Manila stopped taking applications for new POGO licences in August 2019, citing concerns about national security, but President Rodrigo Duterte said the next month that he would not ban the industry.

“We decide to benefit the interest of my country,” he said. “I decide that we need it.”

In May, Duterte allowed the POGOs to reopen, after two months of closure due to the Covid-19 pandemic, effectively endorsing them as essential businesses.

Philippines’ casino boom

Online gaming platforms allow players to gamble remotely. They sign up, choose a game and it is played over a livestream in another jurisdiction.

“The games offered on these platforms are dictated by Asian tastes, where most of the demand comes from,” said Brendan Bussmann from Global Market Advisors, a Las Vegas-based consulting firm specializing in the gaming, sports, entertainment and hospitality industries.

“There is a lot of baccarat, as well as some sic bo (a Chinese dice game) and blackjack,” said Bussmann.
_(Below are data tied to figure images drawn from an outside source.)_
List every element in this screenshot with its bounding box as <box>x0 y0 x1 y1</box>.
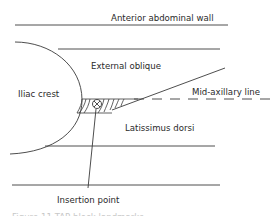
latissimus-dorsi-label: Latissimus dorsi <box>125 123 194 133</box>
insertion-point-marker <box>93 100 102 109</box>
insertion-point-leader <box>88 109 96 188</box>
figure-caption: Figure 11 TAP block landmarks <box>12 212 144 216</box>
tap-block-landmark-diagram: Anterior abdominal wall External oblique… <box>0 0 273 216</box>
mid-axillary-line-label: Mid-axillary line <box>192 87 260 97</box>
external-oblique-label: External oblique <box>91 61 161 71</box>
anterior-abdominal-wall-label: Anterior abdominal wall <box>111 13 214 23</box>
lumbar-triangle-hatching <box>77 99 138 113</box>
iliac-crest-label: Iliac crest <box>18 89 60 99</box>
insertion-point-label: Insertion point <box>57 195 120 205</box>
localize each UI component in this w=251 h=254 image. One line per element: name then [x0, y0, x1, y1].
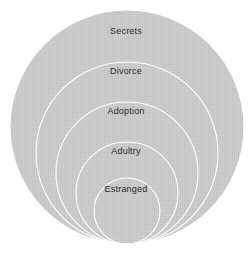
circle-secrets [10, 10, 244, 244]
nested-circles-diagram: Secrets Divorce Adoption Adultry Estrang… [0, 0, 251, 254]
circles-canvas [0, 0, 251, 254]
The amounts wagered tend to be low, in the range of $5 to $100, he said.

Manila has become the number one hotspot worldwide for online gaming, in front of Malta, the Isle of Man and Curacao, according to David Lee, a lawyer at Taiwanese firm Lin & Partners who specializes in gaming laws.

“The Philippines pioneered online casinos in the early 2000s, when Cagayan, a province to the north of the country, started awarding licenses to a handful of operators,” explains Ben Lee, the founder of IGamiX, a Macao-based consultancy firm focused on the gaming industry in Asia. “But they really took off in 2016, when President Rodrigo Duterte came into office.”
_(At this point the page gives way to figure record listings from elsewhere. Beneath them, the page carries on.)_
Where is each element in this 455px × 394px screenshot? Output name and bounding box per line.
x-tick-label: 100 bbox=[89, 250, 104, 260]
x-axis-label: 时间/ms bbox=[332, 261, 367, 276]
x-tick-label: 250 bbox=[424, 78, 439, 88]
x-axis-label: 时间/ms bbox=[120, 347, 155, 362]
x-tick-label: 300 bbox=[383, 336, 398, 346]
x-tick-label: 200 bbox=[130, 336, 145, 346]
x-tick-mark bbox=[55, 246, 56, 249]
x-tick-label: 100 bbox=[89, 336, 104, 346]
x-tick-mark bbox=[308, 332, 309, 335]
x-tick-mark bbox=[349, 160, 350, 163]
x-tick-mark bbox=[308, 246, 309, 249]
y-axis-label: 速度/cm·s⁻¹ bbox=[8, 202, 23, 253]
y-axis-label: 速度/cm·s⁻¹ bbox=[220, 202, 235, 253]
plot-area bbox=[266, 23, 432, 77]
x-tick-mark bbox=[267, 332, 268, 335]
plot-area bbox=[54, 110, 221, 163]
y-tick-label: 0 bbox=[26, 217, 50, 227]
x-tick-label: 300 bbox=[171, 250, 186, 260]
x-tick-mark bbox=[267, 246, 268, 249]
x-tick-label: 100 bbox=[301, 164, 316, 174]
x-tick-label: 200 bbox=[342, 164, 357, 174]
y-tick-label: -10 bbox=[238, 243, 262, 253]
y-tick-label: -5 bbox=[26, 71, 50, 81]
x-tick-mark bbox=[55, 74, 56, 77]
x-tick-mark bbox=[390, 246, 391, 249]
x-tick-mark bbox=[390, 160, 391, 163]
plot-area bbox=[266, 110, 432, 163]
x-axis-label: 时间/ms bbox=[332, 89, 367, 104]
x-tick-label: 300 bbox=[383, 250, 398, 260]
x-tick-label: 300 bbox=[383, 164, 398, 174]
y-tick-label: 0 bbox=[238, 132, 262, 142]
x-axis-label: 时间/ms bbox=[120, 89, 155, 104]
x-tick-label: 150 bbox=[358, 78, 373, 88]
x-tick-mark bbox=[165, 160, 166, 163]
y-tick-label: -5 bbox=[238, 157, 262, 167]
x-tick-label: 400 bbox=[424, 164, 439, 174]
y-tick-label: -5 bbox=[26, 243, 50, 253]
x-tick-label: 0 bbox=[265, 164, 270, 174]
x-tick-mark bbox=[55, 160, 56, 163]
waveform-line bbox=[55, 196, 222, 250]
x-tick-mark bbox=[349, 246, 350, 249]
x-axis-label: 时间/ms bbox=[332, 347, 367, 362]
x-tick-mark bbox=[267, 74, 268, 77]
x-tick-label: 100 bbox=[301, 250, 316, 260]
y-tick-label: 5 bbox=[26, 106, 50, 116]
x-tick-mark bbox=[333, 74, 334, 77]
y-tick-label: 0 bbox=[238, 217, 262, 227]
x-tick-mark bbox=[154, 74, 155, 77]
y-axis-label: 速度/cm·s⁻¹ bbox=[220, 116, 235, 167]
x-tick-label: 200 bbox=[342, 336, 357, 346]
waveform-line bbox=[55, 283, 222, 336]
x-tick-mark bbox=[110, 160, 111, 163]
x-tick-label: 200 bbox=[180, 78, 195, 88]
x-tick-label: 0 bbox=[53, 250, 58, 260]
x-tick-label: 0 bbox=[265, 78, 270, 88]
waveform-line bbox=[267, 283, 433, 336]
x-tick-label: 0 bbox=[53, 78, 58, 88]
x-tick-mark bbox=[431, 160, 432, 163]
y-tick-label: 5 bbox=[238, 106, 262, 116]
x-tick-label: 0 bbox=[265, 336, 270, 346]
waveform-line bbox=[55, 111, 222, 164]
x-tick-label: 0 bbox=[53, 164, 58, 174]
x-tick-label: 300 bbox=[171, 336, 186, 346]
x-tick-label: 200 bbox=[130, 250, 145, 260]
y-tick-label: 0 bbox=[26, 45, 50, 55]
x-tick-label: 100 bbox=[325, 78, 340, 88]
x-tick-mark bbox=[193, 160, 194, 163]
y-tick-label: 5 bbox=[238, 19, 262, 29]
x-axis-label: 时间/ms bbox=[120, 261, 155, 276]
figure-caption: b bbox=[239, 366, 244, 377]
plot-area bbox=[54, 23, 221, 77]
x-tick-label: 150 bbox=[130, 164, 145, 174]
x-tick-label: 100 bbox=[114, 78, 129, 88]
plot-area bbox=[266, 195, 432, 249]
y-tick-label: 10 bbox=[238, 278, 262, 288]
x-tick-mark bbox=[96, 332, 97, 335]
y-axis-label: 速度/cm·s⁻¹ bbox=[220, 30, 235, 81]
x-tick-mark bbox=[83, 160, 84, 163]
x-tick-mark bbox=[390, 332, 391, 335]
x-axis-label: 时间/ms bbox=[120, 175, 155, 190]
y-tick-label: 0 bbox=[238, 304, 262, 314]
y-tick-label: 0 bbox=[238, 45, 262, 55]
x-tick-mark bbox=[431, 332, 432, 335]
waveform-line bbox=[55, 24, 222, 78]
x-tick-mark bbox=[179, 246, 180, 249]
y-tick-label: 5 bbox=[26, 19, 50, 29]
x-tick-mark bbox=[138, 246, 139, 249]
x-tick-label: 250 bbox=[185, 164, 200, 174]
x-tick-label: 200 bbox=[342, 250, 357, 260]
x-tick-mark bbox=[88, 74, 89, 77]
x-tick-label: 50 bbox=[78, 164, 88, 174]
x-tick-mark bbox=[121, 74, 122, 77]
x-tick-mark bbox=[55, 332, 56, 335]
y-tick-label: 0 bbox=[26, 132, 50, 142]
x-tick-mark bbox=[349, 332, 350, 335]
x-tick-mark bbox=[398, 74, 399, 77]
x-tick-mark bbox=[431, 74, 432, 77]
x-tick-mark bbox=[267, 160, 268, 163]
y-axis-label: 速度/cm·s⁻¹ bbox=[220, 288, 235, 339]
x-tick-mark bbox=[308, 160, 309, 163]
Duterte handed the right to issue offshore gambling licenses to the Philippine Amusement and Gaming Corporation (PAGCOR), a government entity that operates casinos and regulates the industry. “It began to aggressively develop the industry by awarding dozens of licenses,” said lawyer David Lee.

Chinese businessmen were quick to seize the opportunity and the number of POGOs mushroomed.

Online casinos operate out of reconverted parking lots disused malls, like this company which is housed within Pearl Plaza, an old shopping center in Paranaque, a suburb of Manila.

There are now 60 licensed offshore gaming operators in the Philippines, according to PAGCOR.

They are assisted by several hundred service providers, who help them build and maintain the infrastructure behind their platforms, according to Ben Lee, of IGamiX consultancy. Many of these service providers also act as an interface between the POGOs and their customers, renting a video feed from the officially licensed operators and overlaying their logo and visual identity onto it, he added.

“Some 90% to 95% of POGO customers are located in China,” he said. This is illegal. Chinese laws ban any form of gambling by its citizens, including online and overseas.

Laws in the Philippines also ban online casinos from marketing their services to citizens of a country where gambling is illegal, according to lawyer David Lee. But this rule is ignored by most POGO operators and poorly enforced, according to several experts.

A spokeswoman for industry regulator PAGCOR said new regulations were introduced in August 2016 to curtail the proliferation of illegal online games and to ensure they are properly regulated.

She added that POGOs are supposed to only cater to foreign customers ages 21 and above situated outside the Philippines, in jurisdictions where online gaming is allowed.

Hidden payments

Managing the cross-border flow of money is a challenge. China limits the amount of money any individual can move out of the country to $50,000 per year. And since it doesn’t allow its citizens to gamble online, they are also not allowed to send money abroad for this purpose.

“It is usually wired electronically, using services like Alipay or WeChat Pay, and disguised as a simple retail purchase,” said consultant Ben Lee. “Chinese gamblers are also increasingly using crypto currencies like Bitcoin to avoid detection.”

Chinese conglomerate Tencent, which owns messaging service WeChat, has set up a risk management team to combat abusive behavior, such as illegal gambling, by monitoring payments made via the app, a spokeswoman told CNN.

CNN also reached out to tech company Alibaba, founder of Alipay, for comment but did not receive a reply.